Hayate Ayasaki’s parents incurred a horrible debt to the yakuza; plus, they’d spent all the money Hayate had earned trying to support them.  The parents disappear after selling Hayate’s organs to pay off the debt.  Hayate himself ends up in debt to a teenage heiress named, Nagi Sanzenin.  Nagi, called “Ojô-sama,” is also frequently the target of kidnapping plots and various schemes by people trying to get her money.  Hayate becomes Ojô-sama’s butler, and he zealously protects her, while she falls in love with him.

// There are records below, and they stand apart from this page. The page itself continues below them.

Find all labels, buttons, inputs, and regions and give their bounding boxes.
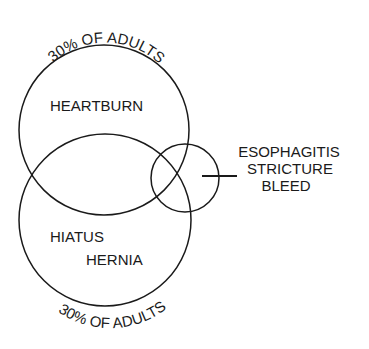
callout-bleed: BLEED	[261, 177, 310, 194]
venn-diagram: 30% OF ADULTS 30% OF ADULTS HEARTBURN HI…	[0, 0, 369, 349]
hiatus-label: HIATUS	[50, 228, 104, 245]
callout-stricture: STRICTURE	[247, 160, 333, 177]
heartburn-label: HEARTBURN	[50, 97, 143, 114]
heartburn-prevalence-annotation: 30% OF ADULTS	[44, 28, 168, 66]
hernia-label: HERNIA	[86, 251, 143, 268]
heartburn-circle	[19, 45, 189, 215]
hiatus-hernia-circle	[19, 134, 191, 306]
callout-esophagitis: ESOPHAGITIS	[238, 143, 340, 160]
hiatus-hernia-prevalence-annotation: 30% OF ADULTS	[56, 297, 169, 331]
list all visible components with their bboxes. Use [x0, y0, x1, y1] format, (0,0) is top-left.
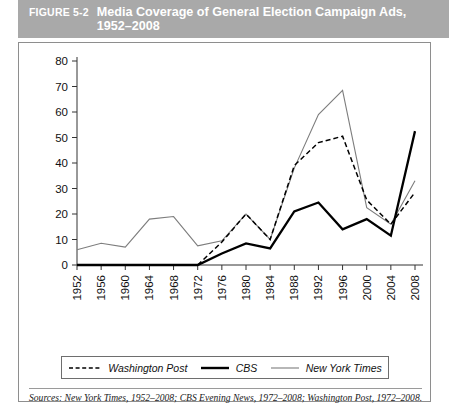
legend-label-new-york-times: New York Times	[306, 362, 382, 374]
y-tick-label: 70	[55, 81, 68, 93]
chart-plot-area: 0102030405060708019521956196019641968197…	[19, 43, 432, 319]
legend-item-cbs: CBS	[200, 362, 258, 374]
legend-item-washington-post: Washington Post	[68, 362, 187, 374]
x-tick-label: 1980	[240, 275, 252, 301]
x-tick-label: 1952	[71, 275, 83, 301]
x-tick-label: 1988	[288, 275, 300, 301]
legend-label-washington-post: Washington Post	[108, 362, 187, 374]
figure-title: Media Coverage of General Election Campa…	[97, 5, 417, 33]
x-tick-label: 1960	[119, 275, 131, 301]
series-line-washington-post	[198, 136, 415, 265]
figure-frame: 0102030405060708019521956196019641968197…	[18, 42, 431, 402]
x-tick-label: 1972	[192, 275, 204, 301]
x-tick-label: 1992	[312, 275, 324, 301]
x-tick-label: 1984	[264, 274, 276, 300]
y-tick-label: 60	[55, 106, 68, 118]
legend-swatch-solid-thick-icon	[200, 363, 230, 373]
x-tick-label: 1968	[168, 275, 180, 301]
x-tick-label: 2004	[385, 274, 397, 300]
series-line-new-york-times	[77, 90, 415, 249]
x-tick-label: 1964	[143, 274, 155, 300]
figure-container: FIGURE 5-2 Media Coverage of General Ele…	[0, 0, 449, 419]
y-tick-label: 20	[55, 208, 68, 220]
legend-item-new-york-times: New York Times	[270, 362, 382, 374]
figure-header-band: FIGURE 5-2 Media Coverage of General Ele…	[18, 0, 449, 38]
y-tick-label: 0	[62, 259, 68, 271]
y-tick-label: 80	[55, 55, 68, 67]
y-tick-label: 30	[55, 183, 68, 195]
y-tick-label: 40	[55, 157, 68, 169]
y-tick-label: 50	[55, 132, 68, 144]
line-chart: 0102030405060708019521956196019641968197…	[19, 43, 432, 319]
chart-legend: Washington Post CBS New York Times	[61, 356, 389, 379]
x-tick-label: 1976	[216, 275, 228, 301]
legend-swatch-dashed-icon	[68, 363, 102, 373]
x-tick-label: 1996	[337, 275, 349, 301]
x-tick-label: 2008	[409, 275, 421, 301]
legend-swatch-solid-thin-icon	[270, 363, 300, 373]
y-tick-label: 10	[55, 234, 68, 246]
legend-label-cbs: CBS	[236, 362, 258, 374]
source-separator	[29, 388, 422, 389]
x-tick-label: 1956	[95, 275, 107, 301]
figure-number: FIGURE 5-2	[29, 6, 89, 18]
source-note: Sources: New York Times, 1952–2008; CBS …	[29, 392, 425, 404]
x-tick-label: 2000	[361, 275, 373, 301]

In Hayate the Combat Butler, Vol. 8, Hayate accidentally sees Ojô-sama (Nagi Sanzenin) naked, so Hayate leaves the Sanzenin mansion for a few days – with the gift of one million yen for living expenses from Maria the maid.  However, the arrival of his cash-strapped friends soon puts the butler-in-debt back in poverty.  Schoolmate Hinagiku Katsura takes Hayate into her home, but her budding love for the young butler is yet another complication.

THE LOWDOWN:  I’m reluctant to call Hayate the Combat Butler a romantic comedy or “action-comedy” (as the publisher calls it).  It seems as if the best way to describe Hayate the Combat Butler is as a situation comedy.  Every chapter and sometimes a few times within individual chapters, comic scenarios – built around romance and action (of course), but also around misunderstandings, chance encounters, personality conflicts, etc. – arise.  For instance, late in this volume, the discovery of a lost kitten offers an opportunity for laughs, for revealing personalities, and for reintroducing an eccentric character.  The quirky art, with its constant shifting between drama and deforming, hits the right pitch for the comedy.

POSSIBLE AUDIENCE:  With its mild innuendo, cheesecake, anthropomorphized animals, and high-strung characters, Hayate the Combat Butler has that kind of broad humor that will likely appeal to fans of comedy manga.